I Read Fun Home in New Orleans
I examine the photos of us together on my phone. “I look like a cartoon character and you look like a Dominatrix. I’d say these fit our personalities pretty well!”
I examine the photos of us together on my phone. “I look like a cartoon character and you look like a Dominatrix. I’d say these fit our personalities pretty well!”
In urban, educated America, masculinity is fashionable only with a veneer of irony.
…while remembering that we are dust is meant to be striking and a bit uncomfortable, I’m confident that no one wants to remember being “butt dust.”
No one remembers to send okra a Christmas card, and they usually misspell “okra” anyways. Ocra? Akra? Okrah? Occasionally, someone visits her when they go south for spring break.
But so often the story would rise up and out of me, and I couldn’t find it again. And I wouldn’t really try.
I’m stepping into church council. Humility knows no bounds. What can I reciprocate? I grovel, lying prostrate, prone.
A fan. A spatula. Thirty soft-cover books. A pile of dresses. Yarn. A bottle of balsamic vinegar.
I scour the wall for any ledges, any possible edge to rest a hand or foot. Nothing. The drop to the next balcony I would guess is eight feet. Not impossible.
We danced on moonlight and settled scores by imagining things differently.
On Thursday, February 16, production came to a grinding halt at the greenhouse because most of my coworkers took a personal day for the nationwide protest, “A Day Without Immigrants.”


**Your goal**
The answer must be an exact printing of every record below, with the pictures omitted.

**Information given**

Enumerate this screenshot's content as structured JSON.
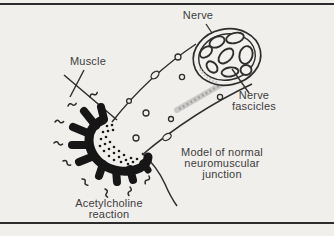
{
  "figure": {
    "title_context": "Model of normal neuromuscular junction",
    "labels": {
      "nerve": "Nerve",
      "muscle": "Muscle",
      "fascicles_line1": "Nerve",
      "fascicles_line2": "fascicles",
      "caption_line1": "Model of normal",
      "caption_line2": "neuromuscular",
      "caption_line3": "junction",
      "acetylcholine_line1": "Acetylcholine",
      "acetylcholine_line2": "reaction"
    },
    "colors": {
      "background": "#f1efec",
      "ink": "#2e2e2e",
      "text": "#3d3d3d",
      "terminal_black": "#161616",
      "shading_gray": "#b5b5b5"
    }
  }
}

**Result of this exercise**
Enumerate this screenshot's content as structured JSON.
{
  "figure": {
    "title_context": "Model of normal neuromuscular junction",
    "labels": {
      "nerve": "Nerve",
      "muscle": "Muscle",
      "fascicles_line1": "Nerve",
      "fascicles_line2": "fascicles",
      "caption_line1": "Model of normal",
      "caption_line2": "neuromuscular",
      "caption_line3": "junction",
      "acetylcholine_line1": "Acetylcholine",
      "acetylcholine_line2": "reaction"
    },
    "colors": {
      "background": "#f1efec",
      "ink": "#2e2e2e",
      "text": "#3d3d3d",
      "terminal_black": "#161616",
      "shading_gray": "#b5b5b5"
    }
  }
}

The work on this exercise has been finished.